Your users’ money stays in their own Gnosis Safe. Automation can only call whitelisted functions through approved modules. Every transaction passes through pre- and post-execution checks. Blend does not rely on a single security layer. It stacks five independent layers so that each one catches what the others miss.Documentation Index
Fetch the complete documentation index at: https://docs.blend.money/llms.txt
Use this file to discover all available pages before exploring further.
Defense in depth
- Safe isolation. Every user gets their own Gnosis Safe. No pooled funds. No shared risk. If one Safe is affected, no other user is impacted.
- Access control. Only a single authorized executor can trigger operations. All vault actions run via delegatecall inside the Safe’s own context. There are no admin keys that can move user funds.
- Transaction guards. RolesGuard validates every transaction before it executes. It checks pause state, permissions, and whitelisted targets. Slippage protection uses oracle-based price validation with governance-set limits.
- Rate limiting. Each Safe-vault pair has a cooldown between operations. Even if an attacker compromised the executor, they could only act slowly. Slippage guards revert any transaction that exceeds acceptable price impact.
- Emergency controls. The system can pause all non-owner transactions across every chain instantly. Safe owners keep full control during a pause and can always withdraw directly.
Real-world risk scenarios
Security claims are easy to make. Structural proof is harder. Here are five real failure modes from other platforms and how Blend’s architecture prevents each one.Custodial collapse (Celsius, BlockFi)
What happened. Centralized custodians took opaque, off-chain bets with user funds. When those bets failed, platforms froze withdrawals. Users became unsecured creditors in bankruptcy. Why this cannot happen in Blend.- Blend never takes custody. User assets stay in the user’s own Safe.
- All positions are on-chain and verifiable. No opaque off-chain bets.
- No single counterparty holds user assets. There is nothing to freeze.
- Users can withdraw directly from their Safe at any time, even if Blend goes offline.
Vault exploit (smart contract hack)
What happened. A DeFi protocol’s vault contract is exploited. Funds inside the vault are drained. Why Blend limits this damage.- User capital is spread across multiple vaults. Only the portion in the affected vault is at risk.
- Each vault in the catalog is scored by Philidor across asset quality, platform security, and governance controls.
- The neobank controls which vaults their users are exposed to. Conservative products can use only Prime-tier vaults.
- Automated derisking moves funds out of positions when risk indicators spike.
Bridge exploit (cross-chain failure)
What happened. A cross-chain bridge is exploited or halted. Funds in transit are lost or frozen. Why Blend limits this damage.- User funds stay in the user’s own Safe on each chain. They are never locked inside a bridge contract.
- If a bridge fails, users can still access and withdraw assets on each chain directly.
- Bridge transfers are confined to the user’s own Safe fleet. Funds bridged from a Safe on one chain can only arrive at that user’s Safe on another chain.
- There is no co-mingling across users. The exact assets on each chain are always known and verifiable.
Oracle manipulation (price feed attack)
What happened. An attacker manipulates a price oracle to borrow against inflated collateral or trigger liquidations at wrong prices. Why Blend mitigates this.- Three layers of slippage protection: governance-set maximum, per-swap limits, and oracle-verified minimum output.
- Swap adapters verify zero-balance invariants before and after every swap. No tokens can be left behind.
- Rate limiting per Safe-vault pair prevents rapid exploitation even if an oracle is stale.
Protocol exploit (underlying lending market drained)
What happened. A lending market that the system builds on is exploited and drained of funds. Why Blend limits this damage.- User capital is never fully exposed to a single protocol. Only the portion allocated to that specific vault is impacted.
- Vaults go through Philidor scoring before entering the catalog. Unaudited or high-risk contracts are filtered out.
- Your neobank controls allocation percentages. You can cap exposure to any single protocol.
- Automated monitoring detects adverse conditions and triggers derisking before losses grow.
What you can verify
Everything happens on-chain. You can verify it yourself.- Every Safe is a real Gnosis Safe contract. Look it up on any block explorer.
- All positions, balances, and transactions are visible on-chain.
- Contract code is immutable and verified on Etherscan.
- Vault configurations and executor addresses are public state on the RolesReceiver contract.
Audits
Blend’s contracts have been audited by independent security firms. See the full list of audit reports with links to the findings.For contract-level security details including transaction guards, reentrancy protection, and slippage enforcement, see the Architecture Security Deep Dive.
What is Blend?
See how the SMA model keeps user funds isolated.
Start Building
Go from zero to your first deposit in under an hour.
Audits
Read the full audit reports.
Regulatory Alignment
See how Blend’s architecture aligns with crypto regulation.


● **Exercise instructions**
Here is a listing; work out how many of its lines contain the word "Redundant", and state only that number.

● **Material shown**
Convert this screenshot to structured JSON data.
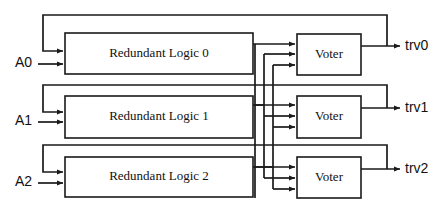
{
  "diagram": {
    "stroke_color": "#1a1a1a",
    "background_color": "#ffffff",
    "logic_blocks": [
      {
        "label": "Redundant Logic 0"
      },
      {
        "label": "Redundant Logic 1"
      },
      {
        "label": "Redundant Logic 2"
      }
    ],
    "voter_blocks": [
      {
        "label": "Voter"
      },
      {
        "label": "Voter"
      },
      {
        "label": "Voter"
      }
    ],
    "inputs": [
      {
        "label": "A0"
      },
      {
        "label": "A1"
      },
      {
        "label": "A2"
      }
    ],
    "outputs": [
      {
        "label": "trv0"
      },
      {
        "label": "trv1"
      },
      {
        "label": "trv2"
      }
    ]
  }
}
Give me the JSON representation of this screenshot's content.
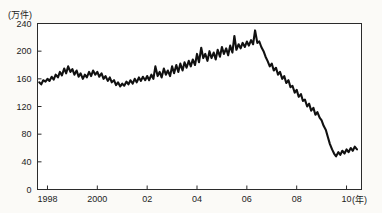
{
  "chart_data": {
    "type": "line",
    "title": "",
    "subtitle": "",
    "xlabel": "(年)",
    "ylabel": "(万件)",
    "y_unit_label": "(万件)",
    "x_unit_label": "(年)",
    "xlim": [
      1997.6,
      2010.6
    ],
    "ylim": [
      0,
      240
    ],
    "grid": false,
    "legend": false,
    "legend_position": "none",
    "line_color": "#111111",
    "frame_color": "#2b2b2b",
    "background_color": "#ffffff",
    "yticks": [
      0,
      40,
      80,
      120,
      160,
      200,
      240
    ],
    "ytick_labels": [
      "0",
      "40",
      "80",
      "120",
      "160",
      "200",
      "240"
    ],
    "xticks": [
      1998,
      2000,
      2002,
      2004,
      2006,
      2008,
      2010
    ],
    "xtick_labels": [
      "1998",
      "2000",
      "02",
      "04",
      "06",
      "08",
      "10"
    ],
    "series": [
      {
        "name": "件数",
        "x": [
          1997.67,
          1997.75,
          1997.83,
          1997.92,
          1998.0,
          1998.08,
          1998.17,
          1998.25,
          1998.33,
          1998.42,
          1998.5,
          1998.58,
          1998.67,
          1998.75,
          1998.83,
          1998.92,
          1999.0,
          1999.08,
          1999.17,
          1999.25,
          1999.33,
          1999.42,
          1999.5,
          1999.58,
          1999.67,
          1999.75,
          1999.83,
          1999.92,
          2000.0,
          2000.08,
          2000.17,
          2000.25,
          2000.33,
          2000.42,
          2000.5,
          2000.58,
          2000.67,
          2000.75,
          2000.83,
          2000.92,
          2001.0,
          2001.08,
          2001.17,
          2001.25,
          2001.33,
          2001.42,
          2001.5,
          2001.58,
          2001.67,
          2001.75,
          2001.83,
          2001.92,
          2002.0,
          2002.08,
          2002.17,
          2002.25,
          2002.33,
          2002.42,
          2002.5,
          2002.58,
          2002.67,
          2002.75,
          2002.83,
          2002.92,
          2003.0,
          2003.08,
          2003.17,
          2003.25,
          2003.33,
          2003.42,
          2003.5,
          2003.58,
          2003.67,
          2003.75,
          2003.83,
          2003.92,
          2004.0,
          2004.08,
          2004.17,
          2004.25,
          2004.33,
          2004.42,
          2004.5,
          2004.58,
          2004.67,
          2004.75,
          2004.83,
          2004.92,
          2005.0,
          2005.08,
          2005.17,
          2005.25,
          2005.33,
          2005.42,
          2005.5,
          2005.58,
          2005.67,
          2005.75,
          2005.83,
          2005.92,
          2006.0,
          2006.08,
          2006.17,
          2006.25,
          2006.33,
          2006.42,
          2006.5,
          2006.58,
          2006.67,
          2006.75,
          2006.83,
          2006.92,
          2007.0,
          2007.08,
          2007.17,
          2007.25,
          2007.33,
          2007.42,
          2007.5,
          2007.58,
          2007.67,
          2007.75,
          2007.83,
          2007.92,
          2008.0,
          2008.08,
          2008.17,
          2008.25,
          2008.33,
          2008.42,
          2008.5,
          2008.58,
          2008.67,
          2008.75,
          2008.83,
          2008.92,
          2009.0,
          2009.08,
          2009.17,
          2009.25,
          2009.33,
          2009.42,
          2009.5,
          2009.58,
          2009.67,
          2009.75,
          2009.83,
          2009.92,
          2010.0,
          2010.08,
          2010.17,
          2010.25,
          2010.33,
          2010.42
        ],
        "values": [
          155,
          152,
          158,
          156,
          160,
          157,
          163,
          159,
          166,
          162,
          170,
          165,
          175,
          168,
          178,
          170,
          174,
          166,
          172,
          163,
          168,
          160,
          166,
          162,
          170,
          164,
          172,
          166,
          170,
          163,
          168,
          160,
          164,
          157,
          162,
          155,
          158,
          151,
          155,
          149,
          153,
          150,
          156,
          152,
          158,
          153,
          160,
          155,
          162,
          157,
          163,
          158,
          164,
          158,
          166,
          160,
          178,
          164,
          170,
          162,
          175,
          166,
          172,
          164,
          178,
          168,
          180,
          170,
          182,
          172,
          184,
          176,
          186,
          178,
          188,
          180,
          196,
          184,
          205,
          190,
          196,
          186,
          200,
          190,
          198,
          188,
          202,
          192,
          206,
          196,
          204,
          194,
          208,
          198,
          222,
          202,
          210,
          204,
          212,
          206,
          214,
          208,
          216,
          210,
          230,
          212,
          214,
          206,
          200,
          192,
          186,
          178,
          182,
          172,
          176,
          166,
          170,
          160,
          164,
          154,
          158,
          148,
          150,
          140,
          144,
          134,
          138,
          128,
          130,
          120,
          124,
          114,
          118,
          108,
          112,
          104,
          100,
          92,
          86,
          76,
          66,
          58,
          52,
          48,
          54,
          50,
          56,
          52,
          58,
          54,
          60,
          56,
          62,
          58
        ]
      }
    ],
    "annotations": [
      {
        "text": "plateau 1998-2002 around 150-180"
      },
      {
        "text": "peak approximately 230 in 2005"
      },
      {
        "text": "sharp decline 2006-2008"
      },
      {
        "text": "flat near 50-58 from 2009"
      }
    ]
  }
}
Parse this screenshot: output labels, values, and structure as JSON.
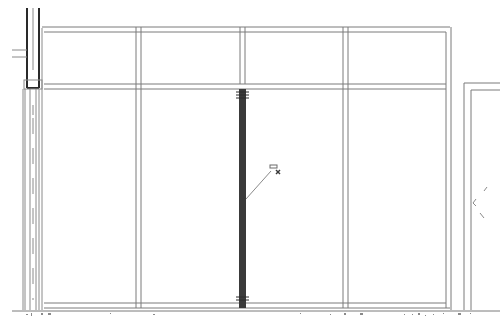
{
  "drawing": {
    "title": "Storefront elevation",
    "background": "#ffffff",
    "line_color": "#7a7a7a",
    "heavy_line_color": "#2a2a2a",
    "selected_mullion_color": "#3a3a3a"
  },
  "frame": {
    "outer_top_y": 28,
    "transom_y": 85,
    "sill_y": 306,
    "left_x": 40,
    "right_x": 450
  },
  "mullions": [
    {
      "id": "m1",
      "x": 138
    },
    {
      "id": "m2",
      "x": 243,
      "selected": true
    },
    {
      "id": "m3",
      "x": 346
    }
  ],
  "panels": {
    "upper_count": 4,
    "lower_count": 4
  },
  "cursor": {
    "type": "pick-cursor",
    "x": 276,
    "y": 169
  },
  "annotations": {
    "ground_marks": [
      "a",
      "a",
      "a",
      "a"
    ]
  }
}
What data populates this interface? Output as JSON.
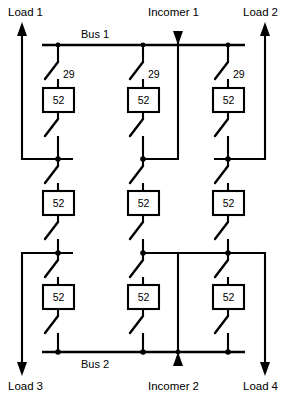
{
  "diagram": {
    "title_terms": {
      "load_1": {
        "lead": "Load",
        "num": "1"
      },
      "load_2": {
        "lead": "Load",
        "num": "2"
      },
      "load_3": {
        "lead": "Load",
        "num": "3"
      },
      "load_4": {
        "lead": "Load",
        "num": "4"
      },
      "incomer_1": {
        "lead": "Incomer",
        "num": "1"
      },
      "incomer_2": {
        "lead": "Incomer",
        "num": "2"
      }
    },
    "buses": {
      "bus_1": {
        "lead": "Bus",
        "num": "1"
      },
      "bus_2": {
        "lead": "Bus",
        "num": "2"
      }
    },
    "device_labels": {
      "breaker": "52",
      "isolator": "29"
    },
    "breakers": [
      {
        "label": "52",
        "row": "top",
        "column": "left"
      },
      {
        "label": "52",
        "row": "top",
        "column": "center"
      },
      {
        "label": "52",
        "row": "top",
        "column": "right"
      },
      {
        "label": "52",
        "row": "middle",
        "column": "left"
      },
      {
        "label": "52",
        "row": "middle",
        "column": "center"
      },
      {
        "label": "52",
        "row": "middle",
        "column": "right"
      },
      {
        "label": "52",
        "row": "bottom",
        "column": "left"
      },
      {
        "label": "52",
        "row": "bottom",
        "column": "center"
      },
      {
        "label": "52",
        "row": "bottom",
        "column": "right"
      }
    ],
    "isolator_labels": [
      {
        "label": "29",
        "column": "left"
      },
      {
        "label": "29",
        "column": "center"
      },
      {
        "label": "29",
        "column": "right"
      }
    ],
    "colors": {
      "line": "#000000",
      "background": "#ffffff",
      "device_fill": "#ffffff"
    }
  }
}
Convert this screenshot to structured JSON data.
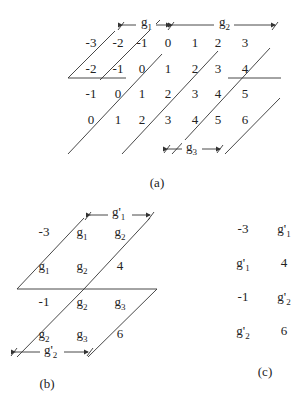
{
  "panel_a": {
    "caption": "(a)",
    "rows": [
      [
        "-3",
        "-2",
        "-1",
        "0",
        "1",
        "2",
        "3"
      ],
      [
        "-2",
        "-1",
        "0",
        "1",
        "2",
        "3",
        "4"
      ],
      [
        "-1",
        "0",
        "1",
        "2",
        "3",
        "4",
        "5"
      ],
      [
        "0",
        "1",
        "2",
        "3",
        "4",
        "5",
        "6"
      ]
    ],
    "arrows": [
      {
        "base": "g",
        "sub": "1"
      },
      {
        "base": "g",
        "sub": "2"
      },
      {
        "base": "g",
        "sub": "3"
      }
    ]
  },
  "panel_b": {
    "caption": "(b)",
    "cells": [
      [
        {
          "base": "-3",
          "sub": ""
        },
        {
          "base": "g",
          "sub": "1"
        },
        {
          "base": "g",
          "sub": "2"
        }
      ],
      [
        {
          "base": "g",
          "sub": "1"
        },
        {
          "base": "g",
          "sub": "2"
        },
        {
          "base": "4",
          "sub": ""
        }
      ],
      [
        {
          "base": "-1",
          "sub": ""
        },
        {
          "base": "g",
          "sub": "2"
        },
        {
          "base": "g",
          "sub": "3"
        }
      ],
      [
        {
          "base": "g",
          "sub": "2"
        },
        {
          "base": "g",
          "sub": "3"
        },
        {
          "base": "6",
          "sub": ""
        }
      ]
    ],
    "arrows": [
      {
        "base": "g'",
        "sub": "1"
      },
      {
        "base": "g'",
        "sub": "2"
      }
    ]
  },
  "panel_c": {
    "caption": "(c)",
    "cells": [
      [
        {
          "base": "-3",
          "sub": ""
        },
        {
          "base": "g'",
          "sub": "1"
        }
      ],
      [
        {
          "base": "g'",
          "sub": "1"
        },
        {
          "base": "4",
          "sub": ""
        }
      ],
      [
        {
          "base": "-1",
          "sub": ""
        },
        {
          "base": "g'",
          "sub": "2"
        }
      ],
      [
        {
          "base": "g'",
          "sub": "2"
        },
        {
          "base": "6",
          "sub": ""
        }
      ]
    ]
  }
}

● **Finished exercise**
3